The difference between signal-based outreach and spam is genuine relevance. Here's the framework:

Bad (Generic)

"Hi [Name], I noticed your company is growing. We help growing companies with [product]. Can we chat?"

Good (Signal-Driven)

"Hi [Name], I saw that [Company] just closed a Series B with [Investor] - congratulations. Based on our experience with companies at this stage, the next 90 days typically involve scaling the sales team from 5 to 15 reps. One challenge we've helped companies like [Similar Company] navigate is ensuring CRM data quality doesn't degrade as the team scales. Would a 15-minute conversation on how they solved this be useful?"

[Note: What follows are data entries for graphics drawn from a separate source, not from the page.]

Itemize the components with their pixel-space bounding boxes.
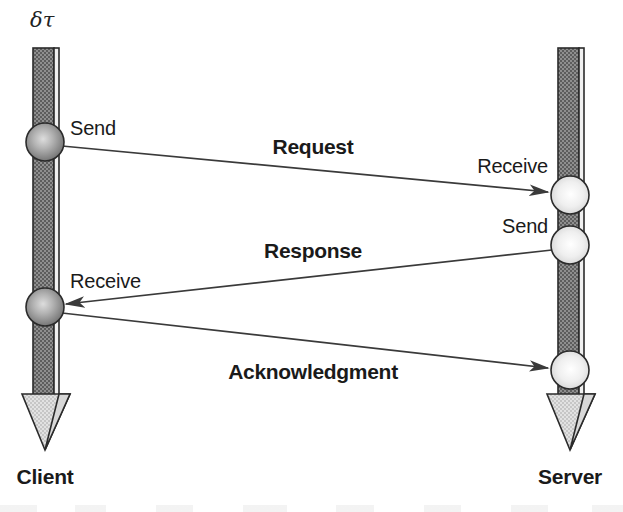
event-label-client-send: Send <box>70 118 116 138</box>
event-node-client-send <box>26 123 64 161</box>
event-label-client-receive: Receive <box>70 271 141 291</box>
message-label-acknowledgment: Acknowledgment <box>228 361 398 382</box>
sequence-diagram: δτ Send Receive Send Receive Request Res… <box>0 0 623 512</box>
event-node-client-receive <box>26 288 64 326</box>
delta-tau-label: δτ <box>30 10 54 31</box>
lifeline-label-client: Client <box>16 466 73 487</box>
event-label-server-receive-request: Receive <box>477 156 548 176</box>
lifeline-client <box>22 48 70 450</box>
event-label-server-send: Send <box>502 216 548 236</box>
event-node-server-receive-ack <box>551 351 589 389</box>
message-label-response: Response <box>264 240 362 261</box>
lifeline-label-server: Server <box>538 466 602 487</box>
message-label-request: Request <box>273 136 354 157</box>
event-node-server-receive-request <box>551 176 589 214</box>
page-bleed-artifact <box>0 505 623 512</box>
event-node-server-send <box>551 226 589 264</box>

The difference: the second message demonstrates that you did real research, understand their specific situation, and are offering relevant value - not just hoping for a random match.


7. Measuring Signal-Based Prospecting Performance

To validate the ROI of intent-driven prospecting, track these metrics:

MetricCold Prospecting (Baseline)Signal-Based ProspectingExpected Lift
Email open rate15-25%35-50%+100%
Response rate2-5%8-15%+200%
Meeting booking rate1-3%5-10%+233%
Lead-to-opportunity conversion8-12%20-30%+150%
Average deal cycle90-120 days60-90 days-25%

FAQ

How is this different from buying intent data from companies like Bombora or 6sense? Providers like Bombora track anonymous website visits across their publisher network (third-party intent). DataShift monitors public events - observable actions like hiring, funding, and expansions. These are complementary: Bombora tells you who's researching a topic; DataShift tells you who's experiencing a change that creates a need.

How quickly are signals delivered after they occur? Most signals are detected within 24-48 hours of the event becoming public. For job postings and news articles, detection is typically same-day. For government gazette publications, next business day.

Can I define custom signals specific to my industry? Absolutely. While our standard taxonomy covers universal business signals, we configure custom keyword and event monitoring based on your specific ICP and the triggers most relevant to your sales cycle.

What if a signal fires for a company that's already in my CRM? Even better. When signals match existing accounts, we update the CRM record with the new context and can trigger re-engagement sequences for dormant opportunities. Intent signals are especially powerful for pipeline acceleration, not just new lead generation.


Stop Guessing, Start Knowing

Selling is about solving problems. If you know who is experiencing a change, you know who has a problem to solve. Intent signals transform "Cold Calls" into "Warm Calls" - and the difference in conversion is measured in multiples, not percentages.

Want to capture real-time buying signals? Talk to DataShift.